Hunt is on for Morningside Elementary kindergarten site as APS approves rezoning

The Atlanta Board of Education on Monday authorized district officials to negotiate for a new site to house kindergarteners at Morningside Elementary School as part of a plan to ease overcrowding at the east-side school. The district seeks to identify an annex site by spring.

The Atlanta Board of Education on Monday authorized district officials to negotiate for a new site to house kindergarteners at Morningside Elementary School as part of a plan to ease overcrowding at the east-side school. The district seeks to identify an annex site by spring.

Wanted: A new kindergarten location for Morningside Elementary School for next school year.

The Atlanta Board of Education on Monday unanimously approved a revised rezoning plan to start to relieve overcrowding among schools that are feeders for Grady High School. The board authorized superintendent Meria Carstarphen to negotiate for a building to house Morningside kindergartners, after parents criticized an earlier, draft proposal to move school attendance boundaries so that addresses in the Cheshire Bridge and Armour Drive corridors shift to the North Atlanta High School feeder pattern. 

In response to the outcry, the board approved a scaled-back plan that places Armour Drive area in the North Atlanta cluster, where students will attend E. Rivers Elementary instead of Morningside. The approved plan also moves under-construction but yet-to-be occupied property at 1989 Cheshire Bridge Road to the North Atlanta cluster, but allows already developed portions of Cheshire Bridge to remain zoned for the Grady cluster as district officials work to find a Morningside annex building by March.

“I need an annex site for the school that will relieve some of the overcrowding. We hope that an appropriate annex will become available. If we are unsuccessful, it is important to understand that we just are still going to have to take additional steps. I don’t know what those steps are going to be,” Carstarphen told the audience Monday, which included area parents who promised to work with APS on long-range planning.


_EXERCISE GOAL_.
Only an exact copy of the entries, stripped of pictures, will serve as the answer.

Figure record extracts
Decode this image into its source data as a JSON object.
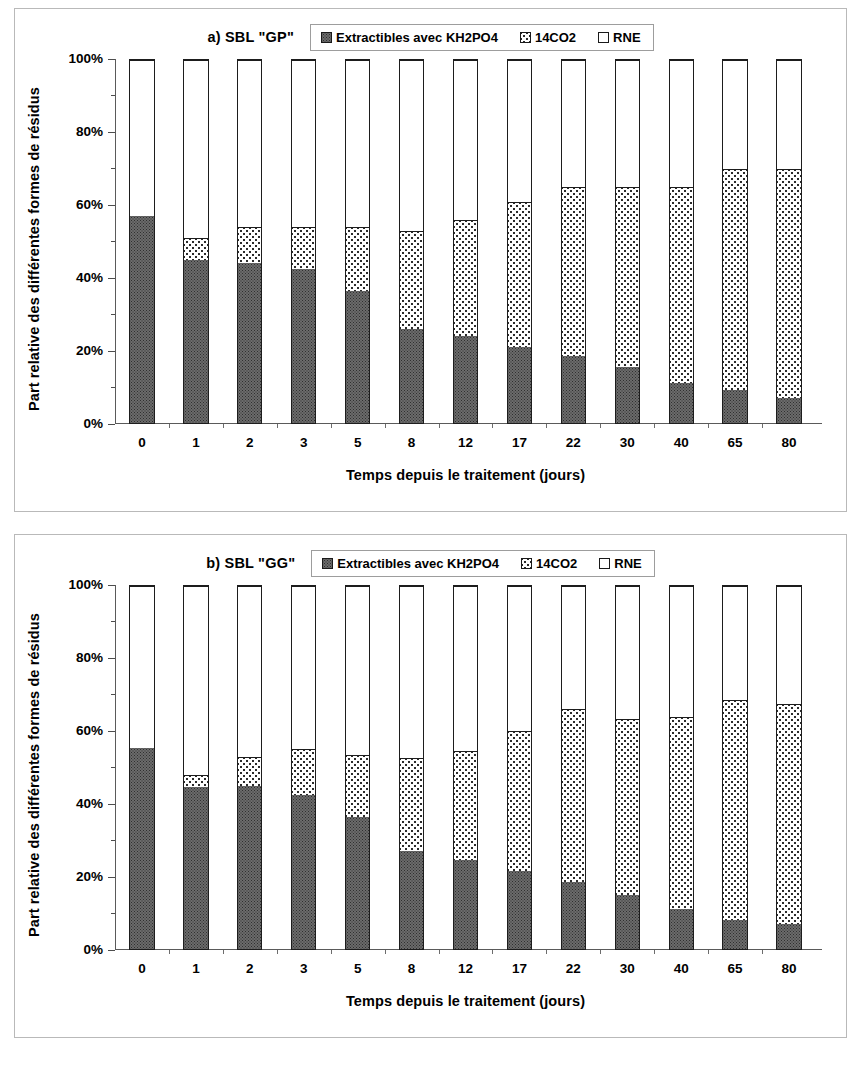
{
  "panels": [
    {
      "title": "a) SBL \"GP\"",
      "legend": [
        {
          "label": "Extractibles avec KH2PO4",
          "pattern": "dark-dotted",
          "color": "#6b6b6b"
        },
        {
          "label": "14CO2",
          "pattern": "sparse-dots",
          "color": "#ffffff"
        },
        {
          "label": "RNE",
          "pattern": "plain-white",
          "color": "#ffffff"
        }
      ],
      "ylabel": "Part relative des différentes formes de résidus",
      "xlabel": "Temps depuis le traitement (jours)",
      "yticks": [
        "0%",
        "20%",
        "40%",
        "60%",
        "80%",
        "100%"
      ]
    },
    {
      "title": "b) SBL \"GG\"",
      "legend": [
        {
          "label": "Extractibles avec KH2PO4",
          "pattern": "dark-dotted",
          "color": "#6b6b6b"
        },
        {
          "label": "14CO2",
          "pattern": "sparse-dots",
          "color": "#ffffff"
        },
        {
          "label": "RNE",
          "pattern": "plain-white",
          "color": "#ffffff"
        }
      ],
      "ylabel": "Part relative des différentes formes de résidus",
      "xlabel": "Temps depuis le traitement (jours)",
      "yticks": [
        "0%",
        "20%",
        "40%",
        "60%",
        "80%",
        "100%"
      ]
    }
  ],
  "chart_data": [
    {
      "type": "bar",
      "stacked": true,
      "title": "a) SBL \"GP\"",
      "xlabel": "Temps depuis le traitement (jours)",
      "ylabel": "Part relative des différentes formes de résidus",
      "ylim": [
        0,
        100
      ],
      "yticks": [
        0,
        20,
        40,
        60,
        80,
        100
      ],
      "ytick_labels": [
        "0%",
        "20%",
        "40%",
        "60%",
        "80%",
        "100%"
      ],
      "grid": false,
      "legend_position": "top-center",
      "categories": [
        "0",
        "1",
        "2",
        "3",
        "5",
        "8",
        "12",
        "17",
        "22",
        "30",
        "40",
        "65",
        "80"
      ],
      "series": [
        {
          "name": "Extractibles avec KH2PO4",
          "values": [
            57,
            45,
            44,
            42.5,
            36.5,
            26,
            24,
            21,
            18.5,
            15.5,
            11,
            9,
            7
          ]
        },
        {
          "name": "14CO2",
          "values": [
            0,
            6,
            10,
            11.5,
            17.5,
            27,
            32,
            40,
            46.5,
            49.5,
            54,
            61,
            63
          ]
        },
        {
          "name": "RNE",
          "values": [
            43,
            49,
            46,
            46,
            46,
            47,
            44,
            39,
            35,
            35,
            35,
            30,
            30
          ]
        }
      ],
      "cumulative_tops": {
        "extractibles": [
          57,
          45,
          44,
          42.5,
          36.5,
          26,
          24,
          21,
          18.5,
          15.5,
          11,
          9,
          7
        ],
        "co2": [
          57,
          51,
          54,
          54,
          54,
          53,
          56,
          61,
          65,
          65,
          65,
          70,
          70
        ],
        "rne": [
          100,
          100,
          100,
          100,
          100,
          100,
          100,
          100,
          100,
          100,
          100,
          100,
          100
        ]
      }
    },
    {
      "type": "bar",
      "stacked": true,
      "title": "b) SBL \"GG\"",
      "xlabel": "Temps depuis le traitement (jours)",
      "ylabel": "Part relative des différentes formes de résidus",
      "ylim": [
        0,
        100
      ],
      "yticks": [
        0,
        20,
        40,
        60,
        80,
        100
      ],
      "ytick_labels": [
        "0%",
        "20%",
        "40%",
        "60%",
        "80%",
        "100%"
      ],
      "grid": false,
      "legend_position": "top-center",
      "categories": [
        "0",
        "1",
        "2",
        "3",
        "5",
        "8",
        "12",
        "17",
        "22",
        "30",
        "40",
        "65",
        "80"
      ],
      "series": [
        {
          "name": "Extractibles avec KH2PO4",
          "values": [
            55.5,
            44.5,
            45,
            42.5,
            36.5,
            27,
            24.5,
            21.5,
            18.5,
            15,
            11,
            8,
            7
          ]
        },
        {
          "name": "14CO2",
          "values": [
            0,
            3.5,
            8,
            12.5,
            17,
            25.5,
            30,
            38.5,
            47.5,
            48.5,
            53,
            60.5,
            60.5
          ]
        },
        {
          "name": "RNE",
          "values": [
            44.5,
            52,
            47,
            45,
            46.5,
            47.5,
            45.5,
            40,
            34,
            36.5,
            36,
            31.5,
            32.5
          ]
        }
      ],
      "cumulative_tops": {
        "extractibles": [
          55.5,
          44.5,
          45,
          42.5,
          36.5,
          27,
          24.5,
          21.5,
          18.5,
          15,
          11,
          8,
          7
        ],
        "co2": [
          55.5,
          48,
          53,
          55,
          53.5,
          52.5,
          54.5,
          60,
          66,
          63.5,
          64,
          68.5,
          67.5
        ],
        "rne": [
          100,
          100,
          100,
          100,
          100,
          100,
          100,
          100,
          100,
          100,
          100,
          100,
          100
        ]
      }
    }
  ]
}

_WORKED SOLUTION_.
Decode this image into its source data as a JSON object.
{
  "panels": [
    {
      "title": "a) SBL \"GP\"",
      "legend": [
        {
          "label": "Extractibles avec KH2PO4",
          "pattern": "dark-dotted",
          "color": "#6b6b6b"
        },
        {
          "label": "14CO2",
          "pattern": "sparse-dots",
          "color": "#ffffff"
        },
        {
          "label": "RNE",
          "pattern": "plain-white",
          "color": "#ffffff"
        }
      ],
      "ylabel": "Part relative des différentes formes de résidus",
      "xlabel": "Temps depuis le traitement (jours)",
      "yticks": [
        "0%",
        "20%",
        "40%",
        "60%",
        "80%",
        "100%"
      ]
    },
    {
      "title": "b) SBL \"GG\"",
      "legend": [
        {
          "label": "Extractibles avec KH2PO4",
          "pattern": "dark-dotted",
          "color": "#6b6b6b"
        },
        {
          "label": "14CO2",
          "pattern": "sparse-dots",
          "color": "#ffffff"
        },
        {
          "label": "RNE",
          "pattern": "plain-white",
          "color": "#ffffff"
        }
      ],
      "ylabel": "Part relative des différentes formes de résidus",
      "xlabel": "Temps depuis le traitement (jours)",
      "yticks": [
        "0%",
        "20%",
        "40%",
        "60%",
        "80%",
        "100%"
      ]
    }
  ],
  "chart_data": [
    {
      "type": "bar",
      "stacked": true,
      "title": "a) SBL \"GP\"",
      "xlabel": "Temps depuis le traitement (jours)",
      "ylabel": "Part relative des différentes formes de résidus",
      "ylim": [
        0,
        100
      ],
      "yticks": [
        0,
        20,
        40,
        60,
        80,
        100
      ],
      "ytick_labels": [
        "0%",
        "20%",
        "40%",
        "60%",
        "80%",
        "100%"
      ],
      "grid": false,
      "legend_position": "top-center",
      "categories": [
        "0",
        "1",
        "2",
        "3",
        "5",
        "8",
        "12",
        "17",
        "22",
        "30",
        "40",
        "65",
        "80"
      ],
      "series": [
        {
          "name": "Extractibles avec KH2PO4",
          "values": [
            57,
            45,
            44,
            42.5,
            36.5,
            26,
            24,
            21,
            18.5,
            15.5,
            11,
            9,
            7
          ]
        },
        {
          "name": "14CO2",
          "values": [
            0,
            6,
            10,
            11.5,
            17.5,
            27,
            32,
            40,
            46.5,
            49.5,
            54,
            61,
            63
          ]
        },
        {
          "name": "RNE",
          "values": [
            43,
            49,
            46,
            46,
            46,
            47,
            44,
            39,
            35,
            35,
            35,
            30,
            30
          ]
        }
      ],
      "cumulative_tops": {
        "extractibles": [
          57,
          45,
          44,
          42.5,
          36.5,
          26,
          24,
          21,
          18.5,
          15.5,
          11,
          9,
          7
        ],
        "co2": [
          57,
          51,
          54,
          54,
          54,
          53,
          56,
          61,
          65,
          65,
          65,
          70,
          70
        ],
        "rne": [
          100,
          100,
          100,
          100,
          100,
          100,
          100,
          100,
          100,
          100,
          100,
          100,
          100
        ]
      }
    },
    {
      "type": "bar",
      "stacked": true,
      "title": "b) SBL \"GG\"",
      "xlabel": "Temps depuis le traitement (jours)",
      "ylabel": "Part relative des différentes formes de résidus",
      "ylim": [
        0,
        100
      ],
      "yticks": [
        0,
        20,
        40,
        60,
        80,
        100
      ],
      "ytick_labels": [
        "0%",
        "20%",
        "40%",
        "60%",
        "80%",
        "100%"
      ],
      "grid": false,
      "legend_position": "top-center",
      "categories": [
        "0",
        "1",
        "2",
        "3",
        "5",
        "8",
        "12",
        "17",
        "22",
        "30",
        "40",
        "65",
        "80"
      ],
      "series": [
        {
          "name": "Extractibles avec KH2PO4",
          "values": [
            55.5,
            44.5,
            45,
            42.5,
            36.5,
            27,
            24.5,
            21.5,
            18.5,
            15,
            11,
            8,
            7
          ]
        },
        {
          "name": "14CO2",
          "values": [
            0,
            3.5,
            8,
            12.5,
            17,
            25.5,
            30,
            38.5,
            47.5,
            48.5,
            53,
            60.5,
            60.5
          ]
        },
        {
          "name": "RNE",
          "values": [
            44.5,
            52,
            47,
            45,
            46.5,
            47.5,
            45.5,
            40,
            34,
            36.5,
            36,
            31.5,
            32.5
          ]
        }
      ],
      "cumulative_tops": {
        "extractibles": [
          55.5,
          44.5,
          45,
          42.5,
          36.5,
          27,
          24.5,
          21.5,
          18.5,
          15,
          11,
          8,
          7
        ],
        "co2": [
          55.5,
          48,
          53,
          55,
          53.5,
          52.5,
          54.5,
          60,
          66,
          63.5,
          64,
          68.5,
          67.5
        ],
        "rne": [
          100,
          100,
          100,
          100,
          100,
          100,
          100,
          100,
          100,
          100,
          100,
          100,
          100
        ]
      }
    }
  ]
}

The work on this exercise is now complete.